Dribbble and Behance also work well together, particularly if you’re active in UI/UX or product design. Dribbble builds community engagement and design-industry credibility. Behance handles depth: the case studies, the process documentation, the multi-image project presentations that require more than a single shot.

All three is viable if you have the time to maintain all three profiles with current work. An outdated Behance project or a stagnant Dribbble feed actively hurts rather than helps. Clients who find old work wonder what you’ve been doing.

If you’re choosing a minimum viable approach: Behance for discoverability, Contra for direct work at 0% commission. Those two together cover both passive discovery and active client generation.

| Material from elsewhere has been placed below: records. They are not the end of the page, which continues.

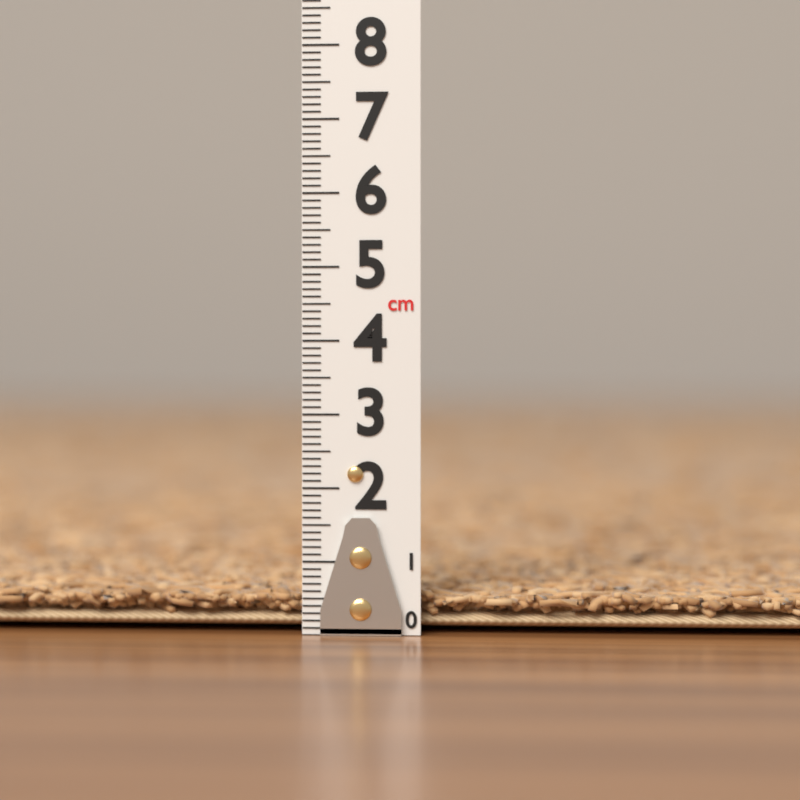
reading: 0.7 cm
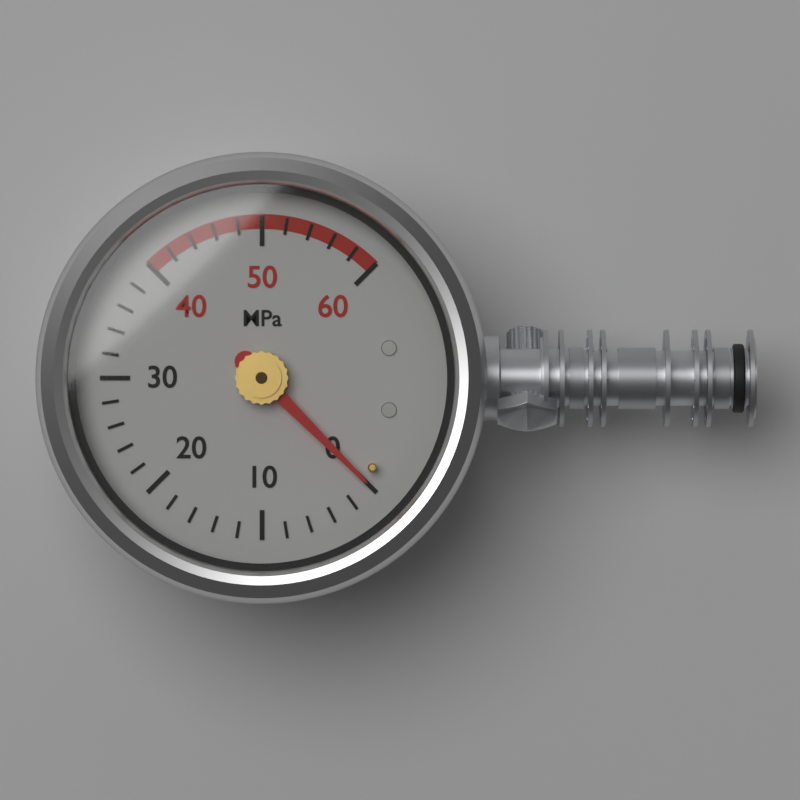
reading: 0 MPa
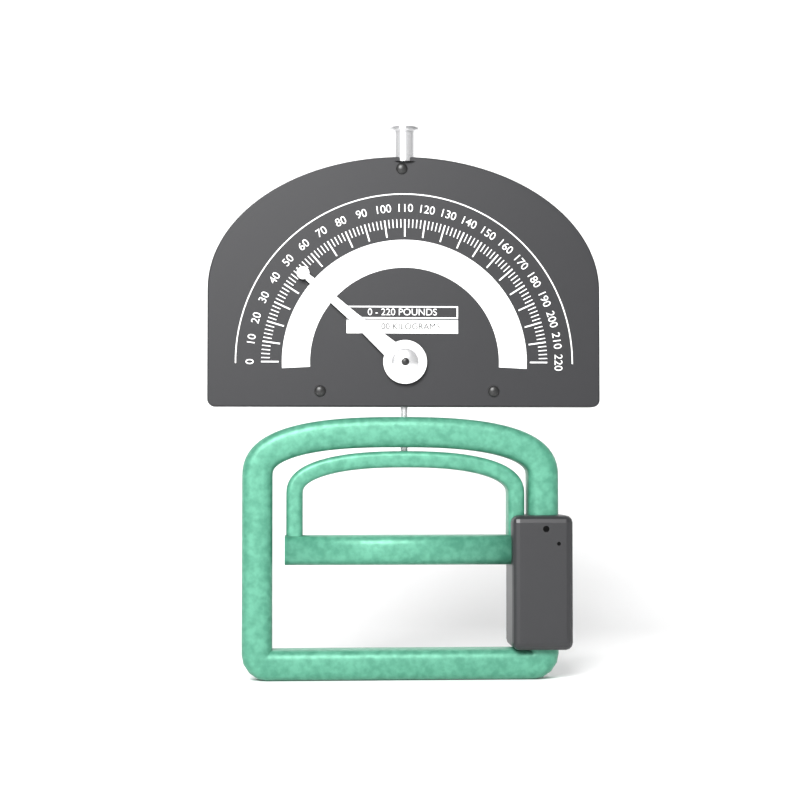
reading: 50 lb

The Commission Argument, Made Concrete

This point deserves its own section because the numbers are specific and the implication is significant.

At $50,000 in annual freelance billing:

Fiverr at 20%: you keep $40,000. The platform keeps $10,000.

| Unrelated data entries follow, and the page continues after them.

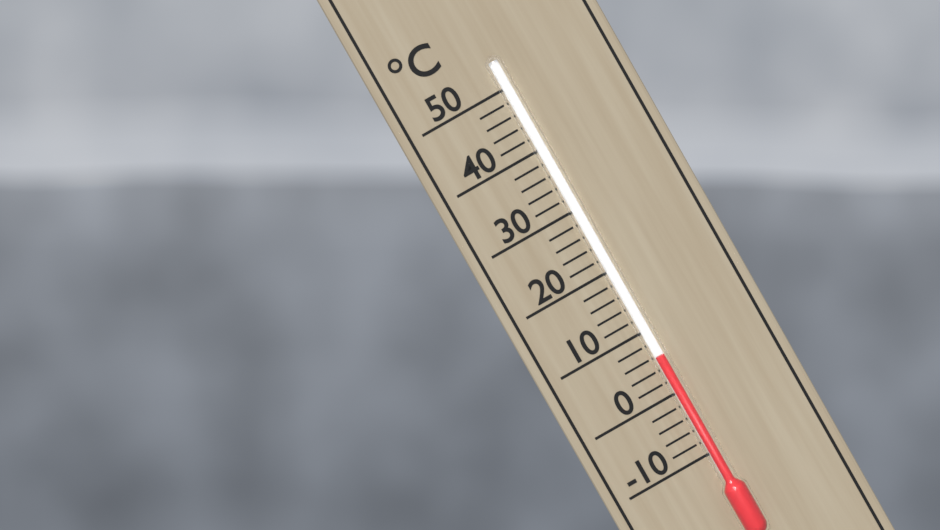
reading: 6 °C
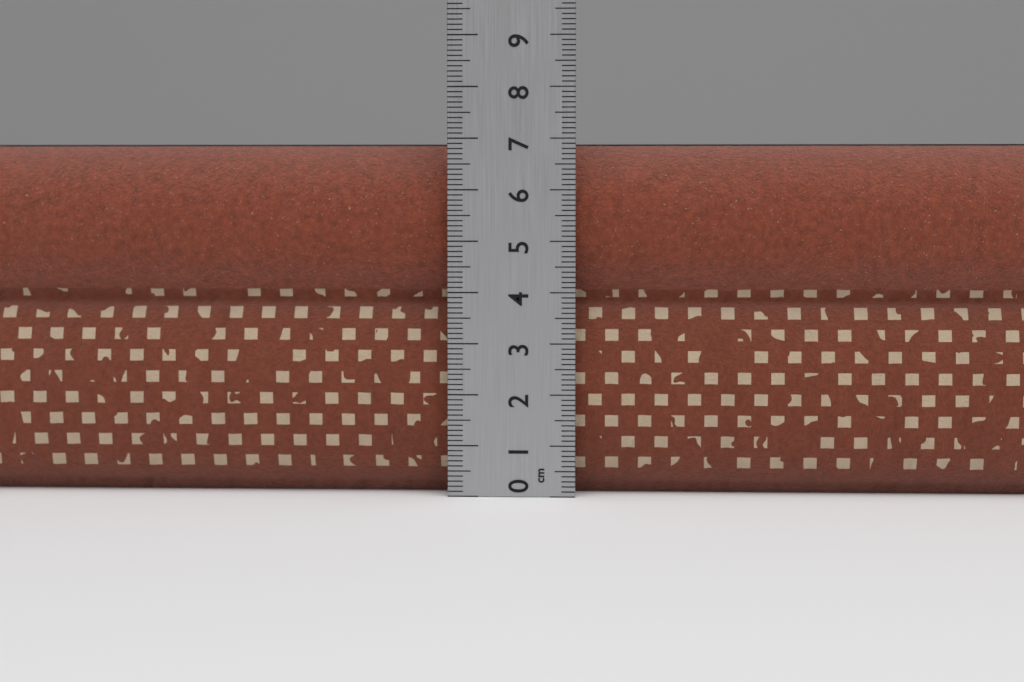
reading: 6.9 cm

Upwork at a variable rate averaging 10%: you keep approximately $45,000. The platform keeps approximately $5,000.

Contra at 0%: you keep $50,000. The platform keeps nothing.

At $100,000 in annual billing, those figures double. The financial case for Contra is not marginal: it becomes a substantial income difference at any meaningful billing level.

The prerequisite is that you can attract clients. Contra’s 0% commission is only valuable if clients find you. This is why the recommended sequence matters: build portfolio credibility through Behance and Dribbble, establish your Google search presence, generate visibility, then direct client relationships through Contra where no commission cuts into what you’ve earned.

Once you have clients, you also need to get paid reliably. If your clients are international, and at scale many will be, you need invoicing infrastructure that handles multiple currencies and different legal contexts. Ruul lets you invoice clients in 190 countries without needing a registered company, acting as Agent of Record so the legal and administrative complexity stays off your plate. Payments arrive within one business day after client payment, with payouts in 140+ currencies. For freelancers who prefer USDC over traditional bank transfers, crypto payouts let you withdraw earnings in USDC without requiring clients to change how they pay. No setup costs, no monthly fees: just a 5% commission per transaction. For freelancers managing recurring client work through Contra or any other channel, subscription billing keeps revenue predictable without manual re-invoicing. And when tax time comes, having centralized, exportable records of every transaction matters more than most freelancers anticipate until the first time it doesn’t.

The Platform That Most Comparisons Miss the Point On

Most content comparing these three platforms either treats them as alternatives to a single function, or gives a “use all three” recommendation without helping you understand why.

The insight is simpler: they are different tools for different jobs. Behance is infrastructure for being found. Dribbble is a community credential and a design-industry visibility channel. Contra is where you convert visibility into work without paying a tax on every project.

You don’t have to choose between them. But if you only have time for one and you’re trying to build a freelance business rather than just a portfolio, Contra’s 0% commission model is the structural advantage that the other two cannot replicate.

Building your portfolio on the right platforms creates inbound client opportunities. When those clients want to work directly, especially internationally, Ruul handles professional invoicing and payment in 190 countries without a registered company. Start invoicing clients the same day you land your first project.